Sophisticated buyers will probe every weakness in your medical practice before making a final offer. This is not adversarial. It is simply how smart capital operates. The physicians who command the highest multiples are the ones who anticipate every objection and walk into buyer meetings with data-backed answers ready to go. Here are the four most common buyer objections in healthcare M&A and exactly how to neutralize each one.
The Objection Playbook
❌ “Your EBITDA Is Too Dependent on the Owner Physician”
✅ Your Response:
“We’ve been actively building our associate physician bench over the past 18 months. Today, 60% of clinical revenue is generated by our associate team. Here’s the provider-by-provider breakdown, and here are their employment and non-compete agreements.”
❌ “Your Payer Mix Concerns Us — Too Much Medicaid”
✅ Your Response:
“You’re right that we’ve historically skewed toward Medicaid, and we’ve been intentional about shifting that mix. Over the last 12 months, commercial payers have grown from 38% to 54% of revenue. Here’s our contracting roadmap for two additional commercial payers launching in Q3.”

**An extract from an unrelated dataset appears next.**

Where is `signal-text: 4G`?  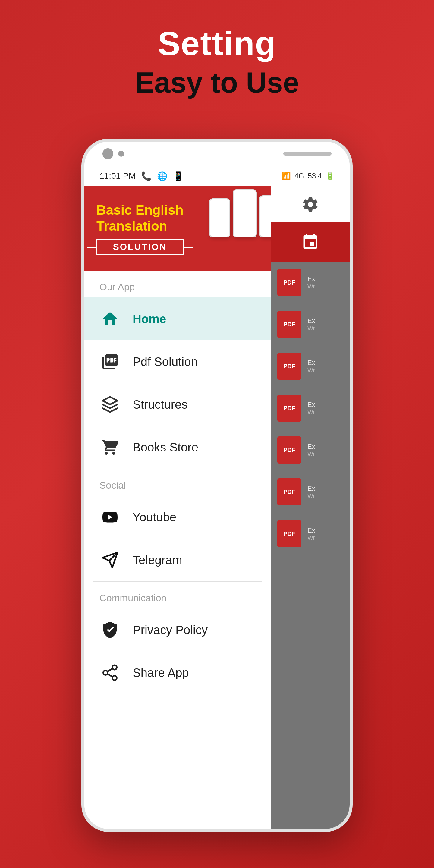
signal-text: 4G is located at coordinates (299, 176).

❌ “We’re Concerned About Patient Loyalty to the Doctor, Not the Brand”
✅ Your Response:
“We’ve tracked this specifically. Our patient retention rate is 91% year-over-year. When our associate physicians fill in, the no-show rate is identical. Here are three years of patient satisfaction scores — the brand scores higher than any individual physician.”

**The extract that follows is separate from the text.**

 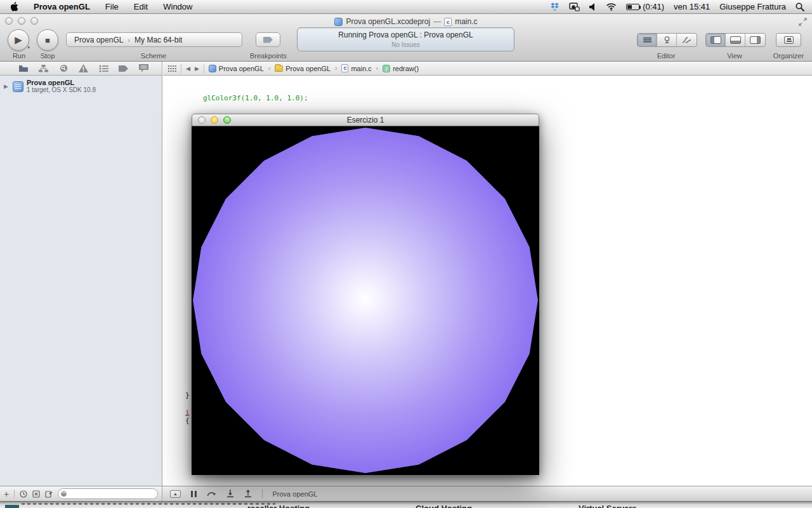 I want to click on opengl-window-title: Esercizio 1, so click(x=365, y=120).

❌ “Your Valuation Expectation Is Too High”
✅ Your Response:
“Our multiple is supported by three comparable transactions that closed in the last 18 months in our specialty and geography. Here’s the comp set. We also have a second offer in hand at a similar valuation. We’re confident in the number, but we’re open to discussing structure.”
🔑 Golden Rule: Always have a second buyer in play. Competition between buyers is the most powerful tool in your negotiation. A practice with three competing LOIs commands meaningfully better terms than one with only one offer on the table.
The difference between a physician who gets their asking price and one who takes a discount is preparation. Every one of these objections is predictable. Every answer can be documented, rehearsed, and supported with data months before you sit across from a buyer. That preparation, combined with competitive tension from multiple interested parties, is what separates a good outcome from a great one.
Want help preparing for buyer negotiations? We’ve been on both sides of the table.